On Thu, Mar 16, 2017 at 04:38:23PM +0000, Daniel P. Berrange wrote:
> On Thu, Mar 16, 2017 at 05:30:40PM +0100, Wojtek Porczyk wrote:
> > Hello, libvirt-list,
> >
> > I wrote an event implementation wrapping an asyncio event loop [1].
> > I would like to contribute it back to libvirt-python, to be offered
> > alongside the Default Impl in C.
> >
> > [1]
https://github.com/woju/libvirtaio
> >
> > Also it contains a workaround for a memory leak around the custom loop
> > implementation:
> >
https://github.com/woju/libvirtaio/blob/8685cfc/libvirtaio.py#L66-L92
> >
> > How should I submit this? As a patch against libvirt-python.git, appending to
> > libvirt-override.py?
>
> IIUC, the asyncio module you're using is new in python 3.4 ? The libvirt
> python code aims to be compatible with python >= 2.6 at this time, so
> there's a mis-match there.
>
> So if we did include that in the main libvirt python module, we'd have
> to figure out a suitable approach to avoid trying to import the
> non-existant module when people do "import libvirt".

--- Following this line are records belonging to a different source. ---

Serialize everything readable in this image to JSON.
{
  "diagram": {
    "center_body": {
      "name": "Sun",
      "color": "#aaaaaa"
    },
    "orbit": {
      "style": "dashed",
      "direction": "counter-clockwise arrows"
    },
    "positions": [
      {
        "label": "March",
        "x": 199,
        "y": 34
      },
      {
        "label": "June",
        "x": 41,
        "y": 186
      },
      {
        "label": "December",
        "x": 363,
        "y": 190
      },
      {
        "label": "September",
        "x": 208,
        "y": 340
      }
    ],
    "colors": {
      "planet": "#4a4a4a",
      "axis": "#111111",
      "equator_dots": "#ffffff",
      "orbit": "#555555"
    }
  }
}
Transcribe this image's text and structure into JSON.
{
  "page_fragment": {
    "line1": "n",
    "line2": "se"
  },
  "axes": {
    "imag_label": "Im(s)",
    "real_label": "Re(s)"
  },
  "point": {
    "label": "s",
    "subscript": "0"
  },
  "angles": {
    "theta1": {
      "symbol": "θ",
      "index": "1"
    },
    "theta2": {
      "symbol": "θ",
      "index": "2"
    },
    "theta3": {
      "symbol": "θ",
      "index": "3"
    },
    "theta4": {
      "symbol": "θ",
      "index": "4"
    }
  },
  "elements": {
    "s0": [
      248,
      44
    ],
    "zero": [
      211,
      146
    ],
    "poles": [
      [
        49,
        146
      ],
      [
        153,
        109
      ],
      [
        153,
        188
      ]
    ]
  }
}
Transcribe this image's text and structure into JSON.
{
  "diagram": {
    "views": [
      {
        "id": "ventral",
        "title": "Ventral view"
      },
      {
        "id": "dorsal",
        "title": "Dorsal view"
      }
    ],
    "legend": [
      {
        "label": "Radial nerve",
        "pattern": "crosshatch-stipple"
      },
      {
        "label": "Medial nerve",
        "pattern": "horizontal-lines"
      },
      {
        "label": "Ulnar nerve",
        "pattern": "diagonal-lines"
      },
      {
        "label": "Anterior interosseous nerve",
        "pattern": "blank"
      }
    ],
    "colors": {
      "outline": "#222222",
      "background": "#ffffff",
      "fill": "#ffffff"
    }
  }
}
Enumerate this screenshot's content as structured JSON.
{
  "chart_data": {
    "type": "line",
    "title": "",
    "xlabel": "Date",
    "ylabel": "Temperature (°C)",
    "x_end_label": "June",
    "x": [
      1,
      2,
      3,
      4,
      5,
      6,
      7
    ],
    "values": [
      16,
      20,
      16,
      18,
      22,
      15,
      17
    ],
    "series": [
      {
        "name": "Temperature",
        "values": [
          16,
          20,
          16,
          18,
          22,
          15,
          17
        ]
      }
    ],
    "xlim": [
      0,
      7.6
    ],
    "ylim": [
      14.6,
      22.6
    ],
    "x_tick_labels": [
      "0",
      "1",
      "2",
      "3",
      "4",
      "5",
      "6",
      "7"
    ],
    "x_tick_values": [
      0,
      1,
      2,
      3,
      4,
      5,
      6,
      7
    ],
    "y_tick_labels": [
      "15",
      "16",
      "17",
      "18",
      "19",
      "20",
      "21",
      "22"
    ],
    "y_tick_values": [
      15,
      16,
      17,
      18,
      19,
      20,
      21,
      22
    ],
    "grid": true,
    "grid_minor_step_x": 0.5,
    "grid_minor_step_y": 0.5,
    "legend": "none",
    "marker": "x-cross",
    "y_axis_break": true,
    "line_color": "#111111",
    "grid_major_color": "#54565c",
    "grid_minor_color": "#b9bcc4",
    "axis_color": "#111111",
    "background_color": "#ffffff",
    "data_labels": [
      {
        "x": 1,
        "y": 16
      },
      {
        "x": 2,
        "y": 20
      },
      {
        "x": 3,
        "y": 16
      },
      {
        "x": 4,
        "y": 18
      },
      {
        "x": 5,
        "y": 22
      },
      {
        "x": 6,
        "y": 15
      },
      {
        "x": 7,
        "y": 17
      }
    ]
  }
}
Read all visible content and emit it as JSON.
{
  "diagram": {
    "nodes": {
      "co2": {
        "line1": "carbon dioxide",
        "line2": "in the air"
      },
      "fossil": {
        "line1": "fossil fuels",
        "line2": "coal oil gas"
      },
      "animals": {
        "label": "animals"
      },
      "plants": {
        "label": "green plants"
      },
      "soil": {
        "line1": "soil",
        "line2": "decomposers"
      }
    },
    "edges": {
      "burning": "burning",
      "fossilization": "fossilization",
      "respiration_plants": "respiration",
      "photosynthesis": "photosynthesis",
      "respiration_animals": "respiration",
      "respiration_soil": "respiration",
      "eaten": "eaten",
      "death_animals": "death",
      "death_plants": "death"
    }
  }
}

That's right, asyncio (and this module) is compatible with 3.3 (mainly because
of "yield from" syntax) and included in standard library from 3.4. We can ship
it as separate module (like libvirt vs libvirtmod) and do something like this
at the beginning on libvirt-override.py:
try:
from libvirtaio import LibvirtAsyncIOEventImpl # assuming it won't get
renamed in review
__all__ += ['LibvirtAsyncIOEventImpl']
except (ImportError, SyntaxError):
pass
(Just tested on 2.7).
People will probably import this unconditionally, since they know, what event
loop they want to run. In case of doubt, they always can:
import libvirt
try:
libvirt.LibvirtAsyncIOEventImpl().register()
except AttributeError:
libvirt.virEventRegisterDefaultImpl()
def event_loop():
while True:
libvirt.virEventRunDefaultImpl()
# ...
import threading
threading.Thread(target=event_loop).start()
execute_ff_callback() can be merged regardless, since it is probably
compatible with 2.5 (that's when ctypes arrived).

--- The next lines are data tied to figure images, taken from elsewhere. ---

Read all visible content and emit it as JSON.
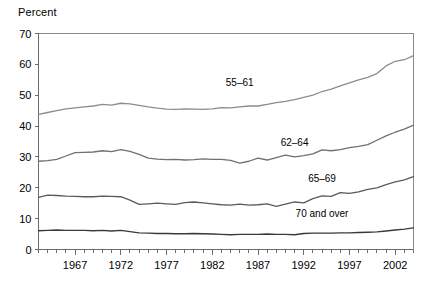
{
  "chart_data": {
    "type": "line",
    "title": "",
    "subtitle": "",
    "ylabel": "Percent",
    "xlabel": "",
    "ylim": [
      0,
      70
    ],
    "yticks": [
      0,
      10,
      20,
      30,
      40,
      50,
      60,
      70
    ],
    "ytick_labels": [
      "0",
      "10",
      "20",
      "30",
      "40",
      "50",
      "60",
      "70"
    ],
    "xlim": [
      1963,
      2004
    ],
    "xticks": [
      1967,
      1972,
      1977,
      1982,
      1987,
      1992,
      1997,
      2002
    ],
    "xtick_labels": [
      "1967",
      "1972",
      "1977",
      "1982",
      "1987",
      "1992",
      "1997",
      "2002"
    ],
    "minor_xticks_every": 1,
    "grid": false,
    "legend_position": "inline-annotations",
    "x": [
      1963,
      1964,
      1965,
      1966,
      1967,
      1968,
      1969,
      1970,
      1971,
      1972,
      1973,
      1974,
      1975,
      1976,
      1977,
      1978,
      1979,
      1980,
      1981,
      1982,
      1983,
      1984,
      1985,
      1986,
      1987,
      1988,
      1989,
      1990,
      1991,
      1992,
      1993,
      1994,
      1995,
      1996,
      1997,
      1998,
      1999,
      2000,
      2001,
      2002,
      2003,
      2004
    ],
    "series": [
      {
        "name": "55–61",
        "color": "#8c8c8c",
        "label_x": 1985,
        "label_y": 53,
        "values": [
          43.8,
          44.4,
          45.0,
          45.6,
          45.9,
          46.2,
          46.5,
          47.0,
          46.8,
          47.4,
          47.2,
          46.7,
          46.2,
          45.8,
          45.5,
          45.4,
          45.6,
          45.5,
          45.4,
          45.6,
          46.0,
          45.9,
          46.2,
          46.5,
          46.5,
          47.0,
          47.6,
          48.0,
          48.6,
          49.3,
          50.0,
          51.2,
          52.0,
          53.0,
          54.0,
          55.0,
          55.8,
          57.0,
          59.5,
          61.0,
          61.5,
          62.8
        ]
      },
      {
        "name": "62–64",
        "color": "#707070",
        "label_x": 1991,
        "label_y": 33.5,
        "values": [
          28.6,
          28.8,
          29.2,
          30.3,
          31.4,
          31.5,
          31.6,
          32.0,
          31.7,
          32.4,
          31.8,
          30.8,
          29.6,
          29.3,
          29.1,
          29.2,
          29.0,
          29.1,
          29.4,
          29.2,
          29.2,
          28.9,
          28.0,
          28.6,
          29.6,
          29.0,
          29.8,
          30.6,
          30.0,
          30.4,
          31.0,
          32.3,
          32.0,
          32.4,
          33.0,
          33.4,
          34.0,
          35.4,
          36.8,
          38.0,
          39.0,
          40.3
        ]
      },
      {
        "name": "65–69",
        "color": "#5a5a5a",
        "label_x": 1994,
        "label_y": 21.8,
        "values": [
          16.9,
          17.6,
          17.5,
          17.3,
          17.2,
          17.1,
          17.1,
          17.3,
          17.2,
          17.1,
          16.0,
          14.6,
          14.8,
          15.0,
          14.8,
          14.6,
          15.2,
          15.4,
          15.1,
          14.8,
          14.5,
          14.4,
          14.7,
          14.4,
          14.5,
          14.8,
          14.0,
          14.7,
          15.4,
          15.1,
          16.5,
          17.4,
          17.2,
          18.4,
          18.2,
          18.7,
          19.5,
          20.0,
          21.0,
          21.9,
          22.6,
          23.6
        ]
      },
      {
        "name": "70 and over",
        "color": "#3a3a3a",
        "label_x": 1994,
        "label_y": 10.5,
        "values": [
          6.1,
          6.2,
          6.3,
          6.2,
          6.2,
          6.2,
          6.1,
          6.2,
          6.0,
          6.2,
          5.8,
          5.4,
          5.3,
          5.2,
          5.2,
          5.1,
          5.1,
          5.2,
          5.1,
          5.0,
          4.9,
          4.8,
          4.9,
          4.9,
          4.9,
          5.0,
          4.9,
          4.9,
          4.8,
          5.2,
          5.3,
          5.3,
          5.3,
          5.4,
          5.4,
          5.5,
          5.6,
          5.7,
          6.0,
          6.3,
          6.6,
          7.0
        ]
      }
    ]
  }
}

> Or we could just leave it as a standalone python module and document its
> existence on our python binding page (
http://libvirt.org/python.html)
I'd be glad if you merged this module, since 1) it would be more accessible,
2) won't break between releases (currently it is in danger because of the
opaque object handling). Since we would be (at least now) the only user of
this, I volunteer as tester/patch submitter against this part of code.
Ok, well just go ahead & submit a suitable patch for libvirt-python and
we'll take the discussion forward from there.